Song stars in the film, playing an obsessive director on a mission to reshoot the end of his latest film, also titled “Cobweb,” in two days to create a masterpiece. His attempts are constantly thwarted by the censors and his confused and uncooperative cast and crew. The star-studded ensemble cast also includes Lim Soo-jung, who starred in Kim’s 2003 horror movie “A Tale of Two Sisters,” Oh Jung-se, Jeon Yeo-been and Jung Soo-jung. The film was financed by Barunson with Luz y Sonidos providing a screenplay for the project, which Kim rewrote.

“Cobweb” will debut out of competition alongside Martin Scorsese’s “Killers of the Flower Moon,” Sam Levinson’s HBO series “The Idol,” James Mangold’s “Indiana Jones and the Dial of Destiny” and Maiwenn’s “Jeanne du Barry,” which opens the festival. In addition to Cannes, Kim’s films have premiered at Sundance, Berlin and Toronto, among other international festivals.

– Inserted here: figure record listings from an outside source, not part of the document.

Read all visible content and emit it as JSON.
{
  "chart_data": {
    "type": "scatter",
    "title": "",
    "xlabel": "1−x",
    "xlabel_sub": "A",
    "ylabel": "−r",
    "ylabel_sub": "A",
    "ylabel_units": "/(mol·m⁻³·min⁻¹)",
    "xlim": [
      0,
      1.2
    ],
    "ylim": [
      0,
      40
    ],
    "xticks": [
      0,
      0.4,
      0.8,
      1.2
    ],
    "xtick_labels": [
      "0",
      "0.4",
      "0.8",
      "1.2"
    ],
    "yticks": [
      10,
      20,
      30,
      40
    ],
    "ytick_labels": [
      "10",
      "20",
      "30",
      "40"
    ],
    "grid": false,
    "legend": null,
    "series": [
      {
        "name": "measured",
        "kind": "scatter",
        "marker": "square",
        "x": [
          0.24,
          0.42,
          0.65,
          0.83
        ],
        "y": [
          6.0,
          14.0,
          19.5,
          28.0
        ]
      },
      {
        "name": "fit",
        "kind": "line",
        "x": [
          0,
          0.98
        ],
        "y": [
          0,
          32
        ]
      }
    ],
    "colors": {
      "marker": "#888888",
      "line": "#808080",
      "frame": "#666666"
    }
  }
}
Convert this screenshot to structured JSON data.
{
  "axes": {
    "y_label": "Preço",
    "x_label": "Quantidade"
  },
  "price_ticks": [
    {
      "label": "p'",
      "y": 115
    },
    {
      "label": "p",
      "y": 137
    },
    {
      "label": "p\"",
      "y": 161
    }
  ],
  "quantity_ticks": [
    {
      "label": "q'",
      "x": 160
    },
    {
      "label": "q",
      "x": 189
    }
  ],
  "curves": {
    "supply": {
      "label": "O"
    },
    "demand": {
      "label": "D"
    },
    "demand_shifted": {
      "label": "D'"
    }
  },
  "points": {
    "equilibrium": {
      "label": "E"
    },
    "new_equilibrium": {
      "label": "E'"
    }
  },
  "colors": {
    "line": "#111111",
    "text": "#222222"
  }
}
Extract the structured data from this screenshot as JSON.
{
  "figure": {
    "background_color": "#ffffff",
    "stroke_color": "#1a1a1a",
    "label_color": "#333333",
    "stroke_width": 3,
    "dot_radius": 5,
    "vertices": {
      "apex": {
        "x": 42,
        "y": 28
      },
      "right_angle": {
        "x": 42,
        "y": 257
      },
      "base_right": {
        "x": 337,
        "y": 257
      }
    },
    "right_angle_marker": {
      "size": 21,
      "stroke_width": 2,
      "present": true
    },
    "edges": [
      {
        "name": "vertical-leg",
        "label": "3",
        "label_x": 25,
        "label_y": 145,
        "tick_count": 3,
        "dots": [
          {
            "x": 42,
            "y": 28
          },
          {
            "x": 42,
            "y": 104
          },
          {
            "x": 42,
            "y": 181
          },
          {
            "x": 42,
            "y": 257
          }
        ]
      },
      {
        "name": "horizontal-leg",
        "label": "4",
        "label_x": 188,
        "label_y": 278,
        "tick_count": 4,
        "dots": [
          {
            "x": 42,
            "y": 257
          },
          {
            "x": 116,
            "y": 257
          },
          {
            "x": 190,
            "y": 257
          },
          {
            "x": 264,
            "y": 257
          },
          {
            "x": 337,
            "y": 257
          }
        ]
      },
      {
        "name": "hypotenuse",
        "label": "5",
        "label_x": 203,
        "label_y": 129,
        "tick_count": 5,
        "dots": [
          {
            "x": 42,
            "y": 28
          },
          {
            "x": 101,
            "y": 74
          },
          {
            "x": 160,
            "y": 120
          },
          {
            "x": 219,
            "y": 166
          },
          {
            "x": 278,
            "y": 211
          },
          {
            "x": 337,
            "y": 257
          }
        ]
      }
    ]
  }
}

The filmmaker also helmed the critically acclaimed 2010 crime drama “I Saw the Devil”; the period action thriller “The Age of Shadows” for Warner Bros., which was South Korea’s entry for best foreign language film at the 89th Academy Awards in 2016 and the studio’s first Korean-language production; and the 2003 horror film “A Tale of Two Sisters.” In 2013, Kim made his English-language film debut with “The Last Stand,” starring Arnold Schwarzenegger, Johnny Knoxville and Forest Whitaker.

In television, Kim created and directed all six episodes of “Dr. Brain” for Apple TV+, the streamer’s first Korean original content, which launched in 2021.